The woman whose voice I was listening to that night was Henrietta Boggs, first wife of José “Pepe” Figueres, the woman who was at his side during his first forays into politics and his exile. She spent part of the revolution scrambling with her young children through the Cerro de la Muerte, or “Hill of Death,” carrying her youngest in her arms over the high, cold, rough terrain to escape enemy fire. Today, at 97, as the subject of a new documentary and a presenter at TEDx Pura Vida, it seems that Boggs is finally ready for her closeup.
FARC leaders negotiating in Havana have vowed to enter politics if a peace deal is signed. But as many as 20 percent of their subordinates could join criminal gangs and continue lucrative cocaine and illegal gold mining operations, according to the Washington Office on Latin America.
A Guatemalan court has sentenced two former soldiers to 120 and 240 years of prison for subjecting at least 15 indigenous women to sexual slavery and other crimes during the country's civil war.
Keylor Navas again did his best to try to save Real Madrid's lackadaisical defense in a key La Liga showdown against rival Atlético Madrid on Saturday.
In the San Pedro region of Paraguay, a little village called Nueva Germania was founded as an “Aryan utopia” by the sister of famous philosopher Friedrich Nietzsche. But do villagers today still connect to those original ideals?
U.S. health authorities Friday described the cases of nine pregnant women who contracted the Zika virus while traveling, two of whom chose abortion and one who gave birth to a baby with microcephaly.
Mexican authorities have arrested a local police chief in connection with the murder of a journalist in the southern state of Oaxaca, among the latest reporters killed in the country.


- **About this task**: An identical copy of all the records is what the answer must contain.

- **Source material**:

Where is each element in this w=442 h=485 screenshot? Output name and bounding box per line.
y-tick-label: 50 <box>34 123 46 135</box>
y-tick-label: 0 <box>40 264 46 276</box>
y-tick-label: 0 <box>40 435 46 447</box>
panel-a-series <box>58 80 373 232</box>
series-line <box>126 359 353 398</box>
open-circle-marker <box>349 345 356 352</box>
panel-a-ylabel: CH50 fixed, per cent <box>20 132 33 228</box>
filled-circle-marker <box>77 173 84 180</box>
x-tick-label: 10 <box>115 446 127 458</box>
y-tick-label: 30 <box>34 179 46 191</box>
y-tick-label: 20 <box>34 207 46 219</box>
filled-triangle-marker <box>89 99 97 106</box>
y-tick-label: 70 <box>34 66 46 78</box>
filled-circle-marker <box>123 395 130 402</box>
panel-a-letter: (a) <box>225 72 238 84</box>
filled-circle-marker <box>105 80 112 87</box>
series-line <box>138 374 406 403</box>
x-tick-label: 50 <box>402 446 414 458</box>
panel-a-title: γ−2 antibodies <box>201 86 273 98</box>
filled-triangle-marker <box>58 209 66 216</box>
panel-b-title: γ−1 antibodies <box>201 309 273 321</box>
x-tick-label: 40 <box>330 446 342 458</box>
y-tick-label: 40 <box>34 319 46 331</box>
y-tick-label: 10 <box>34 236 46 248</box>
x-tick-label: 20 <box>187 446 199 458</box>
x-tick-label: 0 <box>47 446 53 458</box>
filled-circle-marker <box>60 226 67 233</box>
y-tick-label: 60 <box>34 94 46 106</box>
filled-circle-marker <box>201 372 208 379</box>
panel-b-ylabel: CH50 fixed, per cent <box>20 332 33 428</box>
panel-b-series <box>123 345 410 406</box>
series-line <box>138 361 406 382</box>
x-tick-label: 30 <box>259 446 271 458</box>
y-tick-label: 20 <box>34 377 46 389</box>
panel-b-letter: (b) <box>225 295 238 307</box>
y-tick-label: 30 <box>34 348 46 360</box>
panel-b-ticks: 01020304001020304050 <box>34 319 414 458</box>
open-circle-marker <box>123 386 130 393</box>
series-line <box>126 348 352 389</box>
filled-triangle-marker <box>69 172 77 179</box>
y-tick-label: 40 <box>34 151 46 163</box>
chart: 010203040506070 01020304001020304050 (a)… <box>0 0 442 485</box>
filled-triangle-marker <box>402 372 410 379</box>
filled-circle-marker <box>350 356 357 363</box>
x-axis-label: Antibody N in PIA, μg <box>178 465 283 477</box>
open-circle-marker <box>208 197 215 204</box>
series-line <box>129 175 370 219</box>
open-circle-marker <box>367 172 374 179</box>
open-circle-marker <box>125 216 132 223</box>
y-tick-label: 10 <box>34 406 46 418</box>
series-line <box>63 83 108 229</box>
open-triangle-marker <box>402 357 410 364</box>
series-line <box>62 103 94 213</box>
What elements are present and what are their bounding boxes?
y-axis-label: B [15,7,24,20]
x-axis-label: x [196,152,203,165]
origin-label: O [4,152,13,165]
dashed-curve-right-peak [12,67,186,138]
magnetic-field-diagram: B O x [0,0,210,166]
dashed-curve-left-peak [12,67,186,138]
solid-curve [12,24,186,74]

- **Response to the task**:
Where is each element in this w=442 h=485 screenshot? Output name and bounding box per line.
y-tick-label: 50 <box>34 123 46 135</box>
y-tick-label: 0 <box>40 264 46 276</box>
y-tick-label: 0 <box>40 435 46 447</box>
panel-a-series <box>58 80 373 232</box>
series-line <box>126 359 353 398</box>
open-circle-marker <box>349 345 356 352</box>
panel-a-ylabel: CH50 fixed, per cent <box>20 132 33 228</box>
filled-circle-marker <box>77 173 84 180</box>
x-tick-label: 10 <box>115 446 127 458</box>
y-tick-label: 30 <box>34 179 46 191</box>
y-tick-label: 20 <box>34 207 46 219</box>
filled-triangle-marker <box>89 99 97 106</box>
y-tick-label: 70 <box>34 66 46 78</box>
filled-circle-marker <box>123 395 130 402</box>
panel-a-letter: (a) <box>225 72 238 84</box>
filled-circle-marker <box>105 80 112 87</box>
series-line <box>138 374 406 403</box>
x-tick-label: 50 <box>402 446 414 458</box>
panel-a-title: γ−2 antibodies <box>201 86 273 98</box>
filled-triangle-marker <box>58 209 66 216</box>
panel-b-title: γ−1 antibodies <box>201 309 273 321</box>
x-tick-label: 40 <box>330 446 342 458</box>
y-tick-label: 40 <box>34 319 46 331</box>
y-tick-label: 10 <box>34 236 46 248</box>
x-tick-label: 20 <box>187 446 199 458</box>
x-tick-label: 0 <box>47 446 53 458</box>
filled-circle-marker <box>60 226 67 233</box>
y-tick-label: 60 <box>34 94 46 106</box>
filled-circle-marker <box>201 372 208 379</box>
panel-b-ylabel: CH50 fixed, per cent <box>20 332 33 428</box>
panel-b-series <box>123 345 410 406</box>
series-line <box>138 361 406 382</box>
x-tick-label: 30 <box>259 446 271 458</box>
y-tick-label: 20 <box>34 377 46 389</box>
panel-b-letter: (b) <box>225 295 238 307</box>
y-tick-label: 30 <box>34 348 46 360</box>
panel-b-ticks: 01020304001020304050 <box>34 319 414 458</box>
open-circle-marker <box>123 386 130 393</box>
series-line <box>126 348 352 389</box>
filled-triangle-marker <box>69 172 77 179</box>
y-tick-label: 40 <box>34 151 46 163</box>
chart: 010203040506070 01020304001020304050 (a)… <box>0 0 442 485</box>
filled-triangle-marker <box>402 372 410 379</box>
filled-circle-marker <box>350 356 357 363</box>
x-axis-label: Antibody N in PIA, μg <box>178 465 283 477</box>
open-circle-marker <box>208 197 215 204</box>
series-line <box>129 175 370 219</box>
open-circle-marker <box>367 172 374 179</box>
open-circle-marker <box>125 216 132 223</box>
y-tick-label: 10 <box>34 406 46 418</box>
series-line <box>63 83 108 229</box>
open-triangle-marker <box>402 357 410 364</box>
series-line <box>62 103 94 213</box>
What elements are present and what are their bounding boxes?
y-axis-label: B [15,7,24,20]
x-axis-label: x [196,152,203,165]
origin-label: O [4,152,13,165]
dashed-curve-right-peak [12,67,186,138]
magnetic-field-diagram: B O x [0,0,210,166]
dashed-curve-left-peak [12,67,186,138]
solid-curve [12,24,186,74]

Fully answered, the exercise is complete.